Hannah Arendt and the neoliberal thought collective's elitism . . .

Published onJul 06, 2020
CTW: Day 4

The readings we were given to prepare for this week’s workshop sessions may very well make the entire cost (I’m thinking of the quite-affordable program fee mainly here, but you could include the investment of time and opportunity costs therein) of this experience worthwhile.

Put simply, they serve to confirm the elitism I detected in my previous readings of much of 20th-century political theory — especially in Arendt and among the members of the neoliberal thought collective (Hayek, Friedman, Buchanan, et al.)1. It’s the same elitism I detected among members of The Market Urbanism Report and #atxurbanists Facebook groups, which is especially disappointing in ostensibly “liberal” members of the latter. (Of course, this requires us to accurately define “liberal,” which we might find ourselves no longer using in positive references if we do so, though the opposite is still no better.) Essentially, it’s the claim that “Yeah, I believe in democracy, but really important matters should be left to the experts.”

This is best illustrated by the example of mass transit in Austin. In 2000, a reasonable light-rail plan was barely defeated at the polls. Since then, a half-assed rail system has been approved and built out. In discussions for future build-outs, you’ll often hear self-professed liberals claiming the decisions on public transportation should be made by urban planners and other experts rather than facing a vote. They justify this anti-democratic stance — just like the neoliberal architects and liberal democratic theorists like Arendt — on everyone but them being morons. Because the majority (or even just a sliver more of the electorate than the “losing” side) disagreed with them at that moment in time when the vote was taken, they decree most people should no longer be allowed to actually decide the course a government body takes in pursuing particular ends. Rather than actually take part in the political process (which they try to divorce from every other aspect of life to the point that it has no real bearing beyond trading “opinions”) to achieve their ends (which, in the case of the neoliberals, they know would be rejected by the basic common-sense of most people), they focus on changing the rules of the game.

It is the rules of the game that the neoliberals (and their German counterparts the ordoliberals) care about.
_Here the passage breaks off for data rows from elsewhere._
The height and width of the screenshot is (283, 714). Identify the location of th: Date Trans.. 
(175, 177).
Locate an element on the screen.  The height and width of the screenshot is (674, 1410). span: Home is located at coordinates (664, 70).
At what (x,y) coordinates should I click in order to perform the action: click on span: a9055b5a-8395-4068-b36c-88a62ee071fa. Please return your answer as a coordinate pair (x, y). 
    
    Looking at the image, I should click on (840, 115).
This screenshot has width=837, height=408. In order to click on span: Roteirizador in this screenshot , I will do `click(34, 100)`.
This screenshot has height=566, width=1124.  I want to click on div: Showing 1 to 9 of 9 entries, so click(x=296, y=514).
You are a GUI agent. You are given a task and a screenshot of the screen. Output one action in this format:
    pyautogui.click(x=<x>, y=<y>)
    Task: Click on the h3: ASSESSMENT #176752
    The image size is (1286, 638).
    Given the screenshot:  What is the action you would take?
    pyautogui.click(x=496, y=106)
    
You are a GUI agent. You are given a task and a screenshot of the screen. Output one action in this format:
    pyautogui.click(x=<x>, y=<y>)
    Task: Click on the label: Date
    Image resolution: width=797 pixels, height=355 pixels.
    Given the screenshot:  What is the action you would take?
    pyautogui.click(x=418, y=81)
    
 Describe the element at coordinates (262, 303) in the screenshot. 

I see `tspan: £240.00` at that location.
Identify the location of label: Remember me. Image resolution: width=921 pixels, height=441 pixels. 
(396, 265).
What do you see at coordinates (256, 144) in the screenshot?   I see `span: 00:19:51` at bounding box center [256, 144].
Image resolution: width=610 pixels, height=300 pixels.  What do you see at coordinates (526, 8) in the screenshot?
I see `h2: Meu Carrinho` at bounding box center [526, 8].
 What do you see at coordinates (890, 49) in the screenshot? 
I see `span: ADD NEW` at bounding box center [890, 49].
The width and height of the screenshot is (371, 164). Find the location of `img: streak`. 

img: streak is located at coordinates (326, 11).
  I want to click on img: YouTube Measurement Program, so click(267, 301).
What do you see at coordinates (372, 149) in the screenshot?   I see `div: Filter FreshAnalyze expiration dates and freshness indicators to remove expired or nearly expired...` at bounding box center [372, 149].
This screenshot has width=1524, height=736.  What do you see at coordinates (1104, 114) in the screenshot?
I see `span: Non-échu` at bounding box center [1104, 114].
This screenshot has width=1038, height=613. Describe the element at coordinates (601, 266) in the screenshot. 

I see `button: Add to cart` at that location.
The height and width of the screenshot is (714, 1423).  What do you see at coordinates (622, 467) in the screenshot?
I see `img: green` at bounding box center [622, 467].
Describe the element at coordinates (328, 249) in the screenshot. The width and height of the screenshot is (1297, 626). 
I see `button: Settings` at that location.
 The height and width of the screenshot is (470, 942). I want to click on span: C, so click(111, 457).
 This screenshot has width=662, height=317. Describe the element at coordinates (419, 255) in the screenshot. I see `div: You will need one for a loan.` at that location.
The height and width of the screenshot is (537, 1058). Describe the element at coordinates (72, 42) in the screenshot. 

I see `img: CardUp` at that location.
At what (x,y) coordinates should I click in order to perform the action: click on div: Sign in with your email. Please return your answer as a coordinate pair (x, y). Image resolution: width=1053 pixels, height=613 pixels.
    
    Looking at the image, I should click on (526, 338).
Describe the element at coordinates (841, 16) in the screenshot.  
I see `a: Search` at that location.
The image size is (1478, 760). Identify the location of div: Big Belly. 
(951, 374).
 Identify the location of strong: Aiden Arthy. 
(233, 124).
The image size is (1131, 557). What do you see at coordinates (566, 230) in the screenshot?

Constitutionalism is at base a method for prescribing the acceptable and proscribing the unacceptable political practices and delineating who exactly gets to practice politics.

In a chapter from a forthcoming book, Larry Busk notes that those on the left often assume no right-wing members in their perfect democracies-to-be. I’ve never had that problem. Living in Texas, I’ve always assumed an active rightwing component to politics. Thus my need to find a common ground for all beings (note that I use “beings” rather than “human” here as even some of the leftist theorists we’re reading in the workshop still view the world through an anthropocentric lens that may not be the most up-to-date and just) without reliance on some transcendental universal that ultimately falls back on false and arguable metaphysical beliefs. That’s why I, so far, like vulnerability as that commonality that speaks to the need for collective responsibility and attention.

Much as Antonio Y. Vazquez-Arroyo writes in his book Political Responsibility:

Questions about why certain thought forms emerge or reemerge when they do, or what historical determinants generate certain political horizons, or underline, sanction, and mediate them, are central to [my] approach . . .

The image is one I created a while back and sell on Redbubble at 787atx.me or willpate.redbubble.com.